Sometimes it makes sense to convert energy from one kind to another, for example to transport it to where it is needed, but a lot of the time it makes more sense to use what you already have.

Anonymous 0 Comments

Well, we are using fossil fuels that were formed over hundreds of millions of years in a few centuries. It is unsustainable, but very profitable in terms of energy invested vs. energy returned, because we didn’t pay for the formation of the oil — it is already there, as result of natural processes. We only pay the extraction cost.

As far as I know, there doesn’t really exist a process that could e.g. convert sunlight to oil at suitable scale and cost. At the very least, as much energy would need to be spent on making the oil than is eventually recovered from burning it, so the primary source would have to be sunlight, and it would probably have to be something like algae growing on sea over vast areas, then collected together and somehow converted to oil.

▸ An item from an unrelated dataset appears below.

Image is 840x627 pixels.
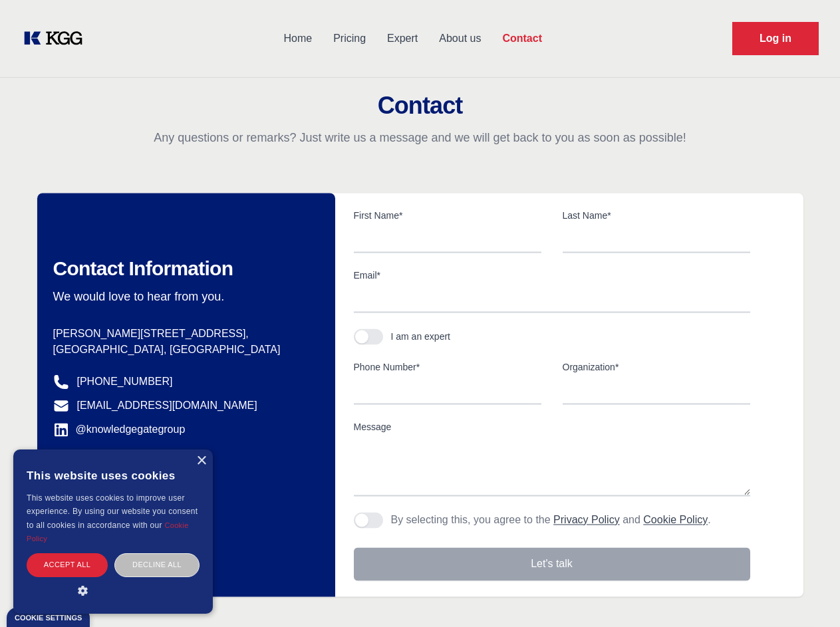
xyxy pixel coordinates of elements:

The situation with fossil fuels is akin to living off large inheritance vs. earning the money you plan to spend tomorrow today. In the former, all you have to do is maybe phone someone once in a while to wire you more money you can use, but the latter is real work that must be done to make every bit of money you plan to spend tomorrow during today. Nature gives no loans nor windfall.

We were the party generation, living off this massive inheritance bestowed to us by nature. Future generations will have to pay for everything themselves, and also pay for the carbon dioxide cleanup, if it is even possible, and they will envy and hate us for what we have done. I am sorry, future generations of man.